Perfomance with roaming

Achieving worldwide connectivity has historically been a significant challenge in IoT. Originally designed for consumer connectivity, roaming allows devices to connect to local networks outside of the home network for short periods of time, typically 30 to 90 days. Permanent roaming through roaming SIMs was a widespread approach in recent years that allowed foreign devices to connect to local networks longer permanently. 

Rising roaming restrictions have removed roaming SIMs as an option entirely in numerous regulated countries. Performance can be poor due to roaming connectivity’s unreliability. The latency of communicating between home and local networks can be too great for many mission-critical IoT communications. 

Alternate solutions have emerged to allow global connectivity to be achieved from a local approach, which eliminates performance and regulatory bottlenecks associated with roaming SIMs. 

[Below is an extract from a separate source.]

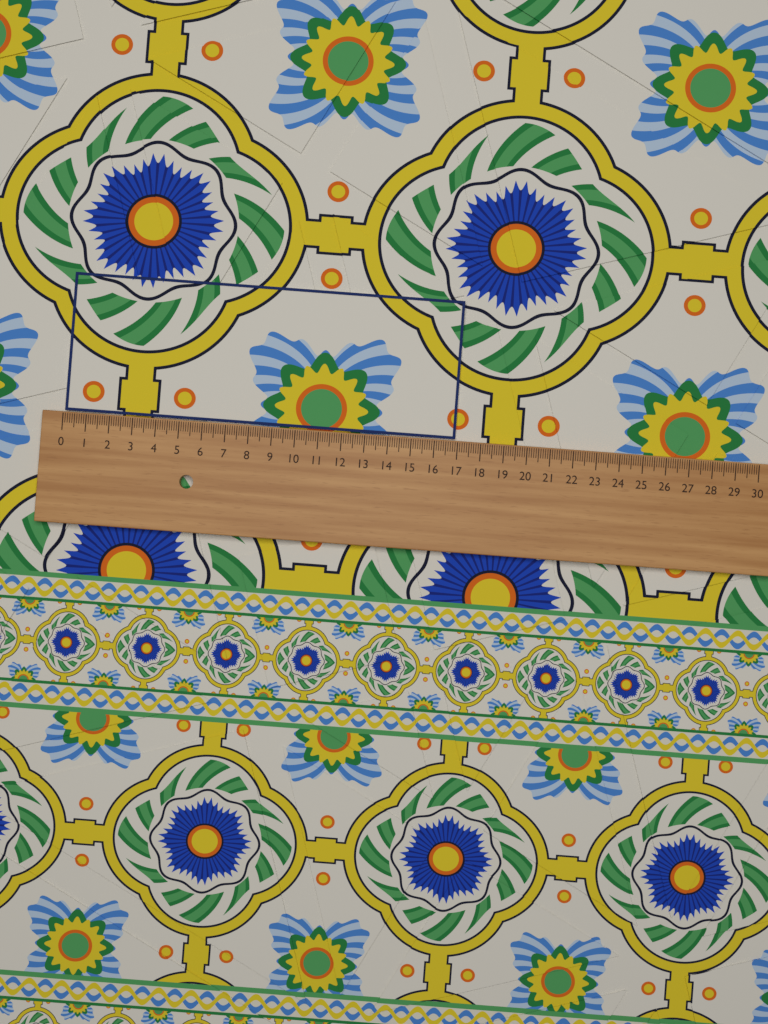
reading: 16.9 (no unit)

Both Multi-IMSI and eUICC technologies empower SIM cards with the ability to store different profiles and be provisioned remotely over the air (OTA). This allows devices to be deployed from one region yet connect to another or allows moving devices to connect to provisioned networks along routes, such as in fleet or logistics solutions. 

Well over half of the respondents (64 percent) stated that they believe Multi-IMSI and/or eUICC are more reliable approaches to global connectivity. 

“Global connectivity has long been a challenge for IoT,” floLIVE CEO Nir Shalom said. “floLIVE is excited to stand at the forefront of robust and reliable connectivity that can be delivered both through Multi-IMSI and eUICC powered through local networks hosted on our flexible, resilient core infrastructure.”

The shift in global connectivity approaches through solutions designed for IoT can help usher in greater adoption of this technology segment. 

“IoT has been anticipating a closure in this gap of how global connectivity is delivered. The survey results indicate that the major players in this industry are seeing that the traditional approach to worldwide connectivity simply is not working anymore. Their customer requirements are too complex and too crucial to rely on an approach that was never meant to be long-term,” said Steffen Sorrell, Kaleido Intelligence Chief of Research. 

Download the full report “Navigating the Challenges and Opportunity of Shifting IoT Connectivity Demands” from floLIVE and Kaleido Intelligence to see the full survey results. To hear more directly from Shalom and Sorrell, register for the webinar “IoT Connectivity in 2024” to discuss the survey results on February 14 at 10 a.m. ET/3 p.m. GMT.